Hungarian Foreign Minister Peter Szijjarto has summoned Ukraine's ambassador over what he said was Kyiv's attempts to block Budapest's new long-term gas supply deal with Russia, which was signed on September 27.
In a September 28 post on Facebook, Szijjarto denounced Ukraine’s criticism of the new 15-year natural-gas supply deal with Russian state-owned energy giant Gazprom as a "serious violation of Hungary’s sovereignty."
Executives of Hungarian energy group MVM signed the gas deal with Gazprom CEO Aleksei Miller on September 27 at the Foreign Ministry in Budapest.
The deal reroutes Russian natural gas exports bound for Hungary through a new pipeline under the Black Sea to Turkey that extends further on to Central Europe, circumventing a shorter land route through Ukraine and depriving Kyiv of millions of dollars in transit fees.
Ukraine’s Foreign Ministry called Hungary's supply deal a "purely political, economically unreasonable decision" that was made “to the detriment of Ukraine's national interests and Ukrainian-Hungarian relations.”
The Ukrainian statement said the deal would have "a significant impact on the energy security of Ukraine and Europe," and that it will ask the European Commission to assess whether the agreement respected European energy legislation.
Szijjarto wrote in his Facebook message that the Ukrainian government's decision to attack the deal was "deeply upsetting" and amounted to an "unfriendly step."
On September 27, Szijjarto told a news conference that for Hungary, “energy safety is a matter of security, sovereignty, and economy rather than a political matter."
"You cannot heat homes with political statements," Szijjarto added.
A Gazprom statement quoted Miller as saying that Hungary “will start receiving Gazprom's gas starting from October 1 already via TurkStream and the pipelines of South-Eastern Europe."
Under the deal, Gazprom would ship 4.5 billion cubic meters of natural gas to Hungary annually, allowing for the supply of around half of Hungary's annual gas consumption.
There were no immediate comments from the EU executive.

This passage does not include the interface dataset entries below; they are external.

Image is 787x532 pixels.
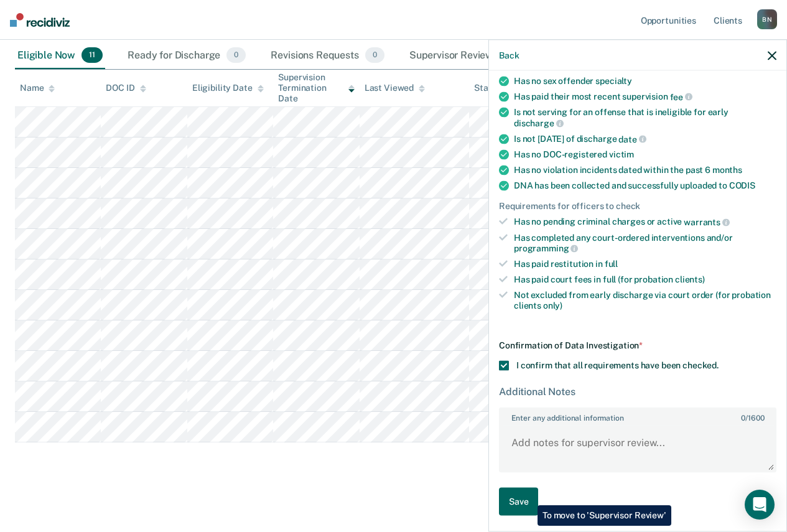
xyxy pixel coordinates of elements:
[514,180,776,191] div: DNA has been collected and successfully uploaded to
[499,386,776,398] div: Additional Notes
[729,180,755,190] span: CODIS
[684,217,729,227] span: warrants
[278,72,354,103] div: Supervision Termination Date
[595,75,632,85] span: specialty
[741,413,764,423] span: / 1600
[604,259,618,268] span: full
[619,134,646,143] span: date
[192,82,264,93] div: Eligibility Date
[514,243,578,254] span: programming
[514,165,776,175] div: Has no violation incidents dated within the past 6
[514,75,776,86] div: Has no sex offender
[514,118,564,128] span: discharge
[365,48,384,63] span: 0
[609,149,634,159] span: victim
[82,48,103,63] span: 11
[499,340,776,351] div: Confirmation of Data Investigation
[514,232,776,254] div: Has completed any court-ordered interventions and/or
[516,360,719,370] span: I confirm that all requirements have been checked.
[712,165,742,175] span: months
[364,82,425,93] div: Last Viewed
[744,489,775,519] div: Open Intercom Messenger
[499,201,776,212] div: Requirements for officers to check
[514,273,776,284] div: Has paid court fees in full (for probation
[514,149,776,160] div: Has no DOC-registered
[20,82,55,93] div: Name
[514,107,776,128] div: Is not serving for an offense that is ineligible for early
[10,13,70,27] img: Recidiviz
[514,289,776,310] div: Not excluded from early discharge via court order (for probation clients
[514,133,776,144] div: Is not [DATE] of discharge
[514,217,776,228] div: Has no pending criminal charges or active
[741,413,745,423] span: 0
[106,82,146,93] div: DOC ID
[474,82,501,93] div: Status
[670,92,693,102] span: fee
[499,50,519,60] button: Back
[499,488,538,516] button: Save
[514,259,776,269] div: Has paid restitution in
[514,91,776,102] div: Has paid their most recent supervision
[268,43,386,70] div: Revisions Requests
[757,9,777,29] div: B N
[125,43,248,70] div: Ready for Discharge
[407,43,522,70] div: Supervisor Review
[500,408,775,423] label: Enter any additional information
[675,273,705,283] span: clients)
[543,300,563,310] span: only)
[227,48,246,63] span: 0
[15,43,105,70] div: Eligible Now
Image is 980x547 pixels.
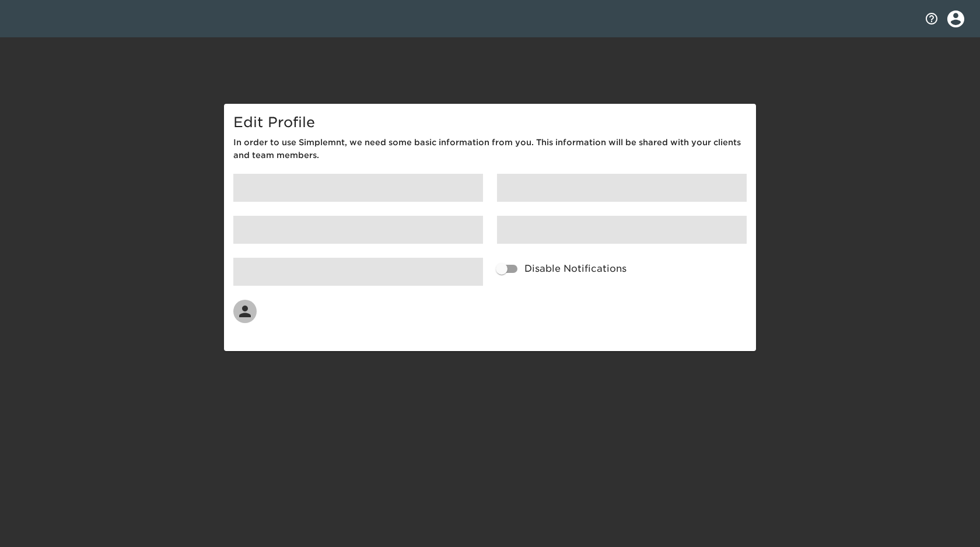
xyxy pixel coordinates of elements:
h6: In order to use Simplemnt, we need some basic information from you. This information will be shar... [233,136,747,162]
span: Disable Notifications [525,262,626,276]
h5: Edit Profile [233,113,747,132]
button: notifications [918,5,946,33]
button: profile [939,2,973,36]
button: Change Profile Picture [226,293,264,330]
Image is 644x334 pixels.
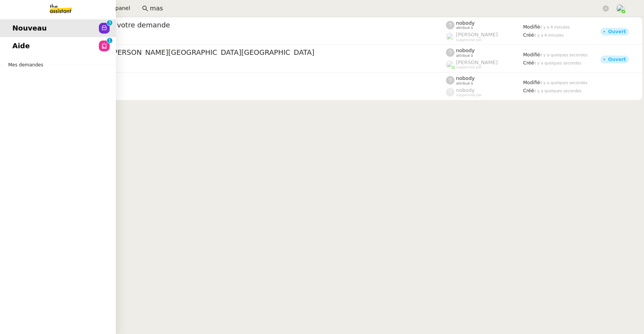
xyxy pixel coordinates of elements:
span: suppervisé par [456,38,482,42]
span: nobody [456,87,475,93]
span: Modifié [523,25,540,30]
span: Créé [523,88,534,93]
span: Nouveau [12,22,47,34]
span: New flight request - [PERSON_NAME][GEOGRAPHIC_DATA][GEOGRAPHIC_DATA] [40,49,446,56]
app-user-label: suppervisé par [446,32,523,42]
span: il y a quelques secondes [534,61,582,65]
p: 3 [108,20,112,27]
span: nobody [456,20,475,26]
span: Mes demandes [4,61,48,68]
img: users%2FyQfMwtYgTqhRP2YHWHmG2s2LYaD3%2Favatar%2Fprofile-pic.png [446,32,455,41]
span: [PERSON_NAME] [456,32,498,38]
span: Créé [523,60,534,65]
span: Aide [12,40,30,52]
span: Modifié [523,52,540,58]
span: suppervisé par [456,65,482,69]
app-user-label: suppervisé par [446,59,523,69]
div: Ouvert [609,57,626,62]
span: attribué à [456,26,473,30]
app-user-detailed-label: client [40,59,446,69]
span: il y a quelques secondes [540,53,588,57]
nz-badge-sup: 3 [107,20,112,25]
span: suppervisé par [456,93,482,97]
app-user-detailed-label: client [40,87,446,97]
app-user-label: suppervisé par [446,87,523,97]
app-user-label: attribué à [446,48,523,58]
span: nobody [456,75,475,81]
span: Nous avons bien reçu votre demande [40,22,446,28]
div: Ouvert [609,29,626,34]
app-user-label: attribué à [446,75,523,85]
img: users%2FoFdbodQ3TgNoWt9kP3GXAs5oaCq1%2Favatar%2Fprofile-pic.png [446,60,455,68]
nz-badge-sup: 1 [107,38,112,43]
span: attribué à [456,54,473,58]
app-user-label: attribué à [446,20,523,30]
input: Rechercher [150,4,602,14]
span: il y a 4 minutes [540,25,570,29]
span: il y a quelques secondes [540,81,588,85]
span: attribué à [456,82,473,85]
span: [PERSON_NAME] [456,59,498,65]
app-user-detailed-label: client [40,32,446,42]
span: il y a quelques secondes [534,89,582,93]
img: users%2FNTfmycKsCFdqp6LX6USf2FmuPJo2%2Favatar%2Fprofile-pic%20(1).png [616,5,625,13]
span: Modifié [523,80,540,85]
span: nobody [456,48,475,53]
p: 1 [108,38,112,45]
span: il y a 4 minutes [534,33,564,38]
div: Aucun titre [40,77,446,84]
span: Créé [523,32,534,38]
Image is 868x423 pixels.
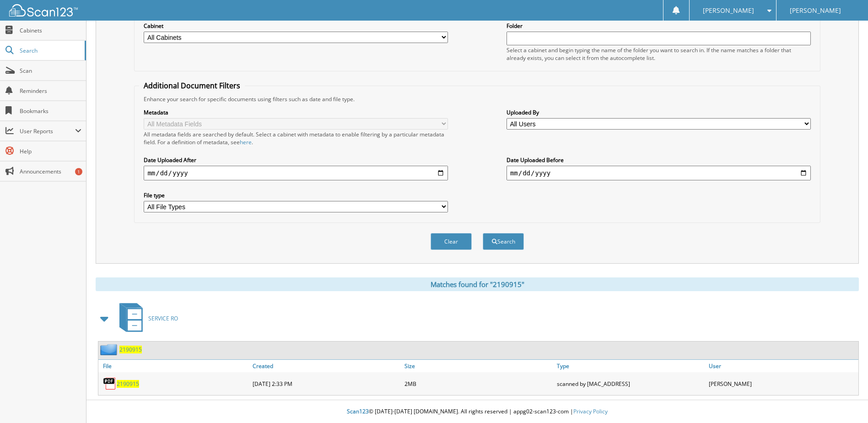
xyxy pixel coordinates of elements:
[20,147,81,155] span: Help
[144,166,448,181] input: start
[114,301,178,337] a: SERVICE RO
[506,46,811,62] div: Select a cabinet and begin typing the name of the folder you want to search in. If the name match...
[790,8,841,13] span: [PERSON_NAME]
[20,67,81,75] span: Scan
[430,233,472,250] button: Clear
[139,95,815,103] div: Enhance your search for specific documents using filters such as date and file type.
[707,375,859,393] div: [PERSON_NAME]
[96,277,859,291] div: Matches found for "2190915"
[87,401,868,423] div: © [DATE]-[DATE] [DOMAIN_NAME]. All rights reserved | appg02-scan123-com |
[20,107,81,115] span: Bookmarks
[506,166,811,181] input: end
[403,375,555,393] div: 2MB
[139,81,245,91] legend: Additional Document Filters
[555,375,707,393] div: scanned by [MAC_ADDRESS]
[119,346,142,353] a: 2190915
[20,168,81,175] span: Announcements
[483,233,524,250] button: Search
[574,408,608,415] a: Privacy Policy
[144,22,448,30] label: Cabinet
[144,109,448,116] label: Metadata
[403,360,555,373] a: Size
[703,8,754,13] span: [PERSON_NAME]
[148,315,178,323] span: SERVICE RO
[240,138,252,146] a: here
[251,360,403,373] a: Created
[144,131,448,146] div: All metadata fields are searched by default. Select a cabinet with metadata to enable filtering b...
[20,127,75,135] span: User Reports
[100,344,119,355] img: folder2.png
[822,379,868,423] iframe: Chat Widget
[99,360,251,373] a: File
[707,360,859,373] a: User
[251,375,403,393] div: [DATE] 2:33 PM
[347,408,369,415] span: Scan123
[506,22,811,30] label: Folder
[9,4,78,17] img: scan123-logo-white.svg
[506,156,811,164] label: Date Uploaded Before
[144,156,448,164] label: Date Uploaded After
[506,109,811,116] label: Uploaded By
[20,27,81,34] span: Cabinets
[144,191,448,199] label: File type
[103,377,117,391] img: PDF.png
[555,360,707,373] a: Type
[20,47,80,55] span: Search
[75,168,83,175] div: 1
[117,380,139,388] a: 2190915
[20,87,81,95] span: Reminders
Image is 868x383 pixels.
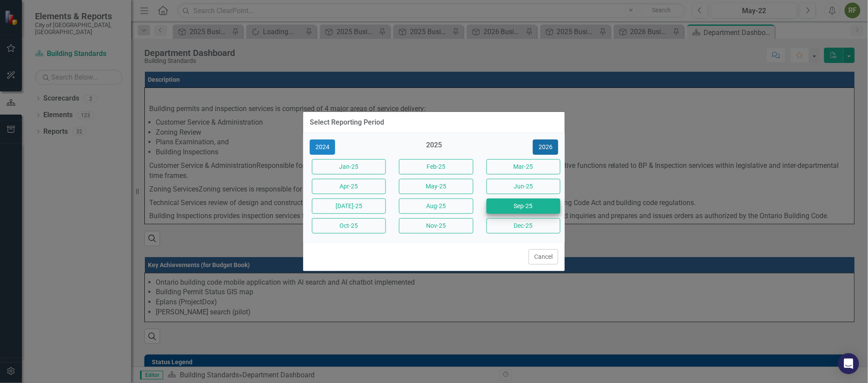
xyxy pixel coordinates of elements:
[399,199,473,214] button: Aug-25
[487,218,561,234] button: Dec-25
[310,139,335,154] button: 2024
[533,139,558,154] button: 2026
[399,218,473,234] button: Nov-25
[487,199,561,214] button: Sep-25
[487,179,561,194] button: Jun-25
[312,199,386,214] button: [DATE]-25
[487,159,561,174] button: Mar-25
[397,140,471,154] div: 2025
[310,118,384,126] div: Select Reporting Period
[399,159,473,174] button: Feb-25
[312,159,386,174] button: Jan-25
[839,353,860,374] div: Open Intercom Messenger
[312,179,386,194] button: Apr-25
[529,249,558,265] button: Cancel
[312,218,386,234] button: Oct-25
[399,179,473,194] button: May-25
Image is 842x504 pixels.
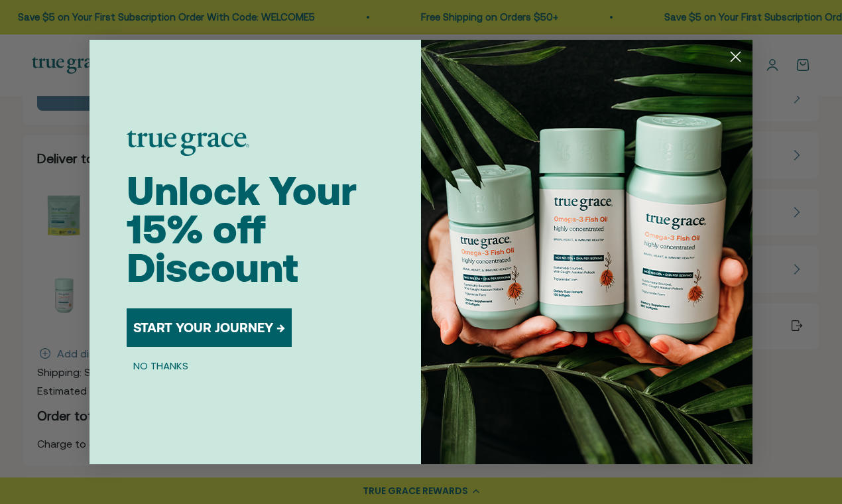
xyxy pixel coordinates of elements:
[127,168,357,290] span: Unlock Your 15% off Discount
[421,40,752,464] img: 098727d5-50f8-4f9b-9554-844bb8da1403.jpeg
[127,308,292,346] button: START YOUR JOURNEY →
[127,130,250,155] img: logo placeholder
[724,45,747,68] button: Close dialog
[127,357,195,373] button: NO THANKS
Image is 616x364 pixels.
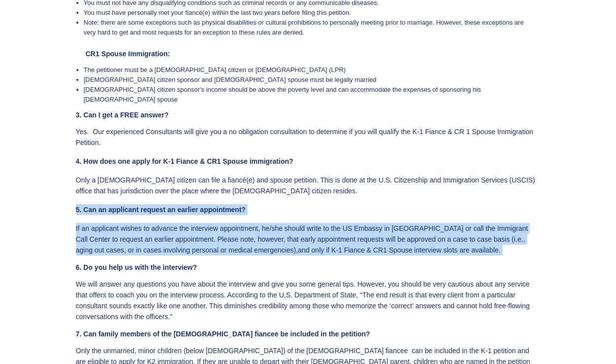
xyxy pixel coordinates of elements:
p: Yes. Our experienced Consultants will give you a no obligation consultation to determine if you w... [76,126,538,148]
strong: 4. How does one apply for K-1 Fiance & CR1 Spouse immigration? [76,157,293,165]
span: [DEMOGRAPHIC_DATA] citizen sponsor and [DEMOGRAPHIC_DATA] spouse must be legally married [84,76,377,83]
span: You must have personally met your fiancé(e) within the last two years before filing this petition. [84,9,351,16]
span: The petitioner must be a [DEMOGRAPHIC_DATA] citizen or [DEMOGRAPHIC_DATA] (LPR) [84,66,346,74]
h4: 6. Do you help us with the interview? [76,263,538,272]
strong: 5. Can an applicant request an earlier appointment? [76,206,246,213]
p: If an applicant wishes to advance the interview appointment, he/she should write to the US Embass... [76,223,538,255]
p: We will answer any questions you have about the interview and give you some general tips. However... [76,279,538,322]
span: [DEMOGRAPHIC_DATA] citizen sponsor's income should be above the poverty level and can accommodate... [84,86,481,103]
h4: 7. Can family members of the [DEMOGRAPHIC_DATA] fiancee be included in the petition? [76,330,538,338]
span: CR1 Spouse Immigration: [86,50,170,58]
span: Note: there are some exceptions such as physical disabilities or cultural prohibitions to persona... [84,19,524,36]
p: Only a [DEMOGRAPHIC_DATA] citizen can file a fiancé(e) and spouse petition. This is done at the U... [76,175,538,196]
h4: 3. Can I get a FREE answer? [76,111,538,119]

The United States has opposed the extension of the TurkStream pipeline into Bulgaria, Serbia, and further on to Hungary, saying it strengthens the Kremlin’s grip on Europe’s energy industry.
When contacted by RFE/RL, the U.S. State Department declined to comment on Hungary’s new gas deal with Russia, saying instead that it supports efforts to strengthen energy infrastructure connectivity in Central and Eastern Europe “more closely with the rest of the EU but also to the United States.”
The United States is seeking to export more liquefied natural gas to ports on the Adriatic and Aegean Seas to help diversify energy supplies to Central and Eastern Europe.
Russia, which used to ship natural gas primarily through Ukraine, has diversified export routes, constructing the Nord Stream pipelines to Germany and the TurkStream link to Turkey.
Hungary has relied on Russia for most of its natural gas imports delivered via a pipeline through Ukraine, but in recent years it has diversified gas imports, opening cross-border interconnectors with most of its neighbors and securing supplies from Royal Dutch Shell via a liquefied natural gas terminal on Croatia's Adriatic island of Krk.
Relations between Hungary and its neighbor Ukraine have been tense for years because of a dispute over the linguistic rights of some 150,000 ethnic Hungarians living in the western Ukrainian region of Transcarpathia.
Kyiv angered Budapest in 2017 with a law restricting the use of minority languages, including Hungarian, in schools.
In response, Prime Minister Viktor Orban's nationalist government blocked Ukraine's efforts to build closer ties with NATO and the European Union, of which Hungary is a member.